Rudy Crew at the NAACP Convention


Rudy Crew at the NAACP Convention

Rudy Crew, President

Rudy Crew, President

Rudy Crew joined U.S. Education Secretary Arne Duncan and a distinguished panel of education experts to discuss critical issues surrounding federal education policies impacting communities of color at the NAACP National Convention in Kansas City.

Education is ‘civil-rights issue of our generation,’ Cabinet official tells NAACP

By Mará Rose Williams — The Kansas City Star
Posted on Wednesday , July 14, 2010

Calling education “the civil rights issue of our generation,” U.S. Education Secretary Arne Duncan on Wednesday issued a national challenge for whole communities to get involved in improving public education.

“The only way to achieve equality in society is to achieve it in the classroom,” Duncan told NAACP delegates meeting in Kansas City for the group’s annual convention.

“This is not just a moral obligation; it is our economic imperative,” he said. “Everyone has a responsibility. Everyone can step up. Education is our national mission. Education is our best hope.”

He said community leaders “must be at the table when decisions are made about how to improve struggling schools.”

The Obama administration is making $4 billion available to improve the worst-performing 5 percent of schools in the country, Duncan said.

“But what our resources cannot buy is courage,” he said.

Rudy Crew, professor of clinical education at the University of Southern California and president of Global Partnership Schools, said struggling schools can’t be corrected with money alone.

“If people don’t know what to do with the money they already have, I don’t know what they are going to do with the money they are going to get,” said Crew, who addressed the audience after Duncan.

Duncan asked the NAACP to put education equity at the core of its national agenda. He called on group members to uncover bad schools and weed them out; to challenge districts to lengthen the school day; to demand funding equity among schools; and to make schools “stop lying to children and parents” about being ready for college when the truth is “we haven’t prepared them.”

To spurts of applause from his audience, Duncan said the solution starts at home. He challenged parents to turn off TVs and video games and make children read.

He said knowing that minority children trail white children academically is not enough. Instead, he said, the country must stop making excuses and address the problem.

He urged districts to do whatever is necessary to keep students from dropping out.

“If having students wearing a suit and tie will effect a change, then you should do that,” he said. “If having parents sign a contract to get involved in the school will effect a change, you should do that.”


Task description: An exact copy of the records below is required, and it must contain no pictures.

Dataset records on visual material
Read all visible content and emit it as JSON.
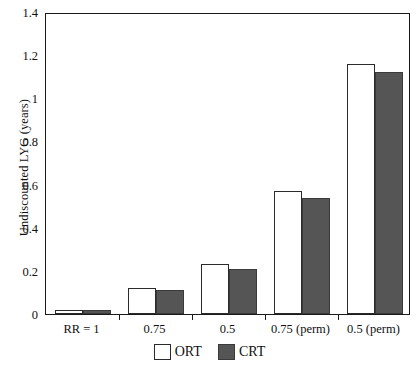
{
  "chart_data": {
    "type": "bar",
    "title": "",
    "xlabel": "",
    "ylabel": "Undiscounted LYG (years)",
    "categories": [
      "RR = 1",
      "0.75",
      "0.5",
      "0.75 (perm)",
      "0.5 (perm)"
    ],
    "series": [
      {
        "name": "ORT",
        "color": "#ffffff",
        "values": [
          0.02,
          0.12,
          0.23,
          0.57,
          1.16
        ]
      },
      {
        "name": "CRT",
        "color": "#555555",
        "values": [
          0.02,
          0.11,
          0.21,
          0.54,
          1.12
        ]
      }
    ],
    "ylim": [
      0,
      1.4
    ],
    "ytick_labels": [
      "0",
      "0.2",
      "0.4",
      "0.6",
      "0.8",
      "1",
      "1.2",
      "1.4"
    ],
    "ytick_values": [
      0,
      0.2,
      0.4,
      0.6,
      0.8,
      1.0,
      1.2,
      1.4
    ],
    "grid": false,
    "legend_position": "bottom-center"
  }
}
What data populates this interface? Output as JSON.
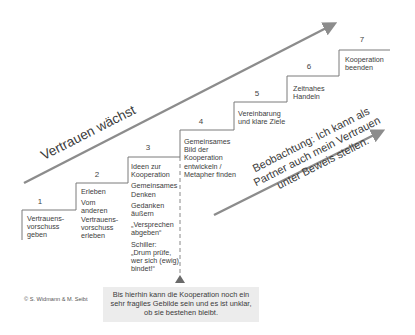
{
  "diagram": {
    "main_arrow": {
      "label": "Vertrauen wächst",
      "from": [
        24,
        183
      ],
      "to": [
        338,
        22
      ],
      "color": "#8c8c8c"
    },
    "observation_arrow": {
      "lines": [
        "Beobachtung: Ich kann als",
        "Partner auch mein Vertrauen",
        "unter Beweis stellen."
      ],
      "from": [
        214,
        215
      ],
      "to": [
        386,
        129
      ],
      "color": "#8c8c8c"
    },
    "steps": [
      {
        "number": "1",
        "items": [
          "Vertrauens-\nvorschuss\ngeben"
        ]
      },
      {
        "number": "2",
        "items": [
          "Erleben",
          "Vom\nanderen\nVertrauens-\nvorschuss\nerleben"
        ]
      },
      {
        "number": "3",
        "items": [
          "Ideen zur\nKooperation",
          "Gemeinsames\nDenken",
          "Gedanken\näußern",
          "„Versprechen\nabgeben“",
          "Schiller:\n„Drum prüfe,\nwer sich (ewig)\nbindet!“"
        ]
      },
      {
        "number": "4",
        "items": [
          "Gemeinsames\nBild der\nKooperation\nentwickeln /\nMetapher finden"
        ]
      },
      {
        "number": "5",
        "items": [
          "Vereinbarung\nund klare Ziele"
        ]
      },
      {
        "number": "6",
        "items": [
          "Zeitnahes\nHandeln"
        ]
      },
      {
        "number": "7",
        "items": [
          "Kooperation\nbeenden"
        ]
      }
    ],
    "note": "Bis hierhin kann die Kooperation noch ein sehr fragiles Gebilde sein und es ist unklar, ob sie bestehen bleibt.",
    "note_lines": [
      "Bis hierhin kann die Kooperation noch ein",
      "sehr fragiles Gebilde sein und es ist unklar,",
      "ob sie bestehen bleibt."
    ],
    "copyright": "© S. Widmann & M. Seibt",
    "colors": {
      "line": "#7a7a7a",
      "arrow": "#8c8c8c",
      "note_bg": "#ececec",
      "text": "#3a3a3a"
    }
  }
}
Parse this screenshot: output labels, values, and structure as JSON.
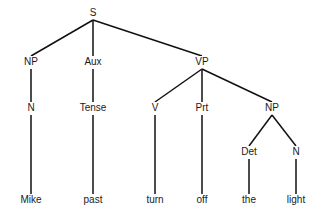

Task response:
Read all visible content and emit it as JSON.
{
  "chart_data": {
    "type": "bar",
    "title": "",
    "xlabel": "",
    "ylabel": "Undiscounted LYG (years)",
    "categories": [
      "RR = 1",
      "0.75",
      "0.5",
      "0.75 (perm)",
      "0.5 (perm)"
    ],
    "series": [
      {
        "name": "ORT",
        "color": "#ffffff",
        "values": [
          0.02,
          0.12,
          0.23,
          0.57,
          1.16
        ]
      },
      {
        "name": "CRT",
        "color": "#555555",
        "values": [
          0.02,
          0.11,
          0.21,
          0.54,
          1.12
        ]
      }
    ],
    "ylim": [
      0,
      1.4
    ],
    "ytick_labels": [
      "0",
      "0.2",
      "0.4",
      "0.6",
      "0.8",
      "1",
      "1.2",
      "1.4"
    ],
    "ytick_values": [
      0,
      0.2,
      0.4,
      0.6,
      0.8,
      1.0,
      1.2,
      1.4
    ],
    "grid": false,
    "legend_position": "bottom-center"
  }
}
What data populates this interface? Output as JSON.
{
  "diagram": {
    "main_arrow": {
      "label": "Vertrauen wächst",
      "from": [
        24,
        183
      ],
      "to": [
        338,
        22
      ],
      "color": "#8c8c8c"
    },
    "observation_arrow": {
      "lines": [
        "Beobachtung: Ich kann als",
        "Partner auch mein Vertrauen",
        "unter Beweis stellen."
      ],
      "from": [
        214,
        215
      ],
      "to": [
        386,
        129
      ],
      "color": "#8c8c8c"
    },
    "steps": [
      {
        "number": "1",
        "items": [
          "Vertrauens-\nvorschuss\ngeben"
        ]
      },
      {
        "number": "2",
        "items": [
          "Erleben",
          "Vom\nanderen\nVertrauens-\nvorschuss\nerleben"
        ]
      },
      {
        "number": "3",
        "items": [
          "Ideen zur\nKooperation",
          "Gemeinsames\nDenken",
          "Gedanken\näußern",
          "„Versprechen\nabgeben“",
          "Schiller:\n„Drum prüfe,\nwer sich (ewig)\nbindet!“"
        ]
      },
      {
        "number": "4",
        "items": [
          "Gemeinsames\nBild der\nKooperation\nentwickeln /\nMetapher finden"
        ]
      },
      {
        "number": "5",
        "items": [
          "Vereinbarung\nund klare Ziele"
        ]
      },
      {
        "number": "6",
        "items": [
          "Zeitnahes\nHandeln"
        ]
      },
      {
        "number": "7",
        "items": [
          "Kooperation\nbeenden"
        ]
      }
    ],
    "note": "Bis hierhin kann die Kooperation noch ein sehr fragiles Gebilde sein und es ist unklar, ob sie bestehen bleibt.",
    "note_lines": [
      "Bis hierhin kann die Kooperation noch ein",
      "sehr fragiles Gebilde sein und es ist unklar,",
      "ob sie bestehen bleibt."
    ],
    "copyright": "© S. Widmann & M. Seibt",
    "colors": {
      "line": "#7a7a7a",
      "arrow": "#8c8c8c",
      "note_bg": "#ececec",
      "text": "#3a3a3a"
    }
  }
}
Parse this screenshot: output labels, values, and structure as JSON.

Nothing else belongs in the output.